Math Solver
Tangent
Studio
06.07 • Circle Geometry

Tangent

Focus on the line that touches the circle at exactly one point and see why that single contact creates a right-angle relationship with the radius.

Interactive diagram Live labels and measurements Worked examples PNG graph downloads
Tangent
Interactive diagram

Tangent Diagram

Move the contact point and keep the tangent touching the circle only once while the radius to that point stays visible.

Use the movable diagram to see what defines tangent, how the labels relate to the figure, and what stays true as the board changes.

Definition: A tangent touches a circle at exactly one point.
Detailed definition

Understanding Tangent

A tangent to a circle touches the circle at exactly one point, called the point of tangency. At that point, the radius drawn to the contact point is perpendicular to the tangent line.

Tangents are important because they turn circle vocabulary into theorem language. They appear in construction work, in tangent-chord angle problems, and in arguments about equal tangent segments from an external point.

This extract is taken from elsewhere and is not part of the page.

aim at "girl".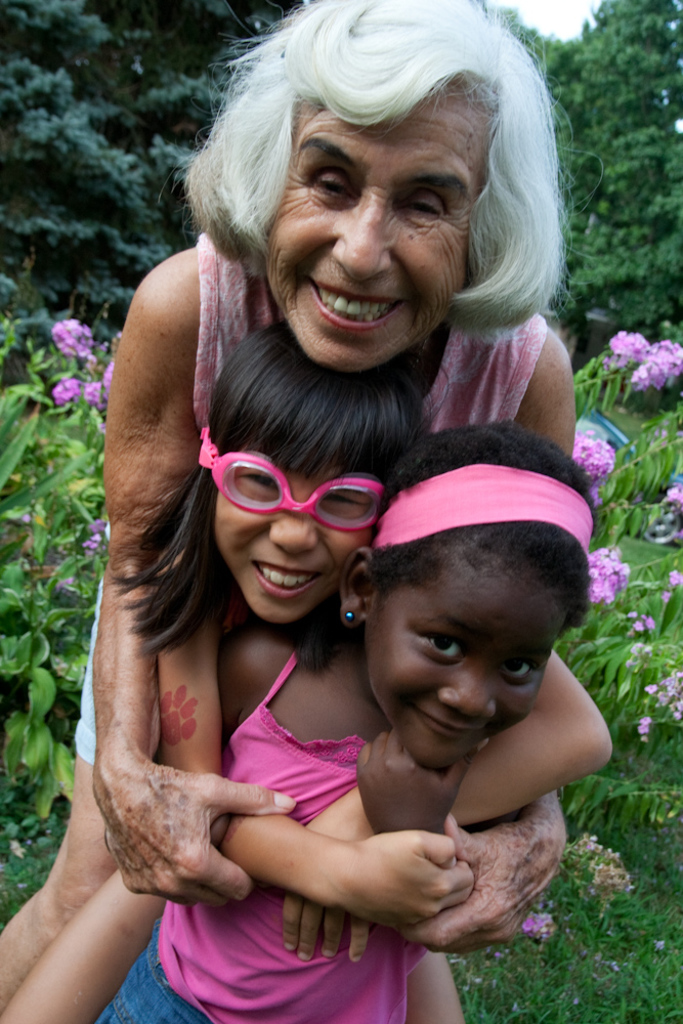
Aimed at 90 412 600 1023.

This page keeps the radius and the touch point on the screen together so the defining geometry of tangency stays visible instead of being inferred loosely.

Key facts

Important ideas to remember

  • A tangent touches a circle at exactly one point.
  • A tangent and the radius to the point of tangency meet at a right angle.
  • A tangent touches the circle at one point, whereas a secant cuts through at two points.
  • Tangency is a local contact condition, not simply a line that passes near the circle's edge.
Where it is used

Where tangent shows up

  • Use tangents in compass-and-straightedge constructions and formal geometry proofs.
  • Use them in tangent-chord angle problems and in right-angle relationships at the circle boundary.
  • Use them when modelling contact paths such as wheels touching a surface or external support lines.
Common mistakes

What to watch out for

  • Do not label a line as tangent if it intersects the circle in two places, even if the second cut looks small.
  • Do not forget the perpendicular radius fact at the point of tangency.
  • Do not place the point of tangency away from the actual contact point on the boundary.
Worked examples

Tangent examples

Use these worked examples to see the idea in a clean diagram first, then in the kind of reasoning students usually need for classwork, homework, or test practice.

Example 1

Example 1: Distinguishing tangent from the nearby line types

Use the number of circle intersection points to decide which term fits the figure.

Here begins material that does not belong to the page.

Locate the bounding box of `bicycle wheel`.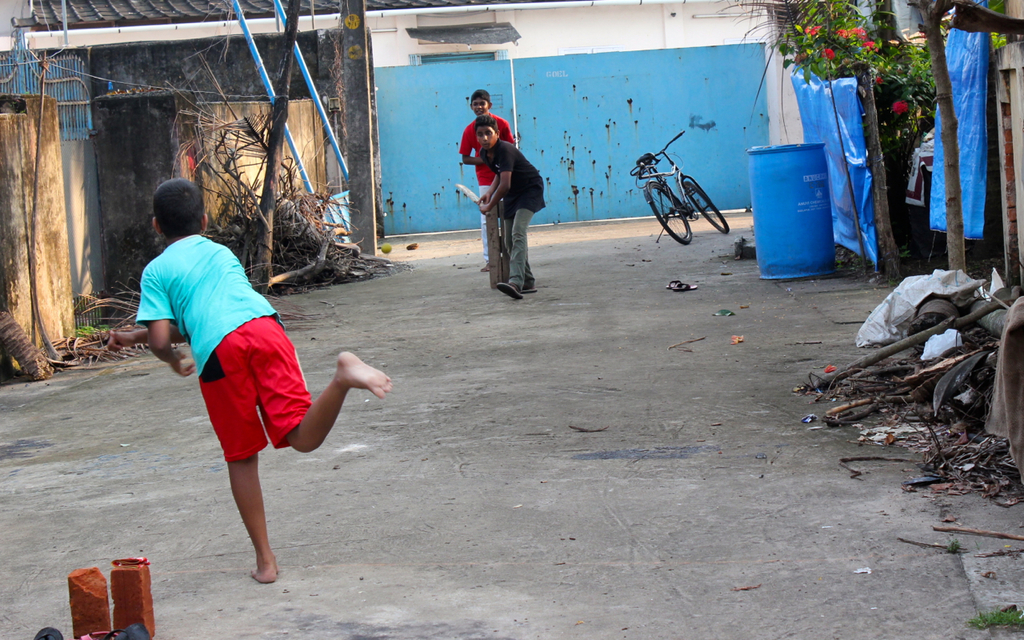
Bounding box: detection(683, 178, 736, 231).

  • Count how many points of contact the line or segment makes with the circle.
  • Check whether the figure passes through or only touches the circle.
  • Name the relationship from that evidence.

Result: The line type is justified by how it meets the circle, not by appearance alone.

Example 2

Example 2: Using tangent in a circle theorem setup

Treat the named line relationship as the clue that tells you which angle or segment rule belongs next.

  • Identify the line-circle relationship correctly.
  • Recall the theorem or fact tied to it.
  • Use that fact in the diagram you are solving.

Result: The vocabulary becomes useful because it opens the door to the right theorem.

For

Why this page helps

This page helps because tangent is a precision term. A line that crosses the circle twice is not close enough; it is a secant. Students need to see the one-point contact and the perpendicular radius at the same time.

Do

What you can do here

  • Move the touch point and verify the one-point contact that defines a tangent.
  • Read the right-angle relationship between tangent and radius directly from the board.
  • Keep a clean tangent diagram for angle or construction review.
Learning outcome

What this page helps you do

These takeaways are meant to help you recognize the idea faster, read diagrams more accurately, and use the topic with more confidence in real problems.

1

Tangent

Recognise true tangency without confusing it with a near-miss secant line.

2

Tangent

Use the perpendicular-radius fact more naturally in proofs and constructions.

3

Tangent

Read boundary contact geometry with much stronger precision.

06

Back to Circle Geometry

Return to the category page to open another concept in circle geometry.

ST

Geometry Construction Studio

Use a dedicated geometry drawing board for points, segments, rays, lines, angles, circles, triangles, rectangles, pencil sketches, and virtual measuring tools.

06.06

Previous: Secant

A secant is a line that passes through a circle at two points.

06.08

Next: Arc

An arc is a portion of a circle's circumference.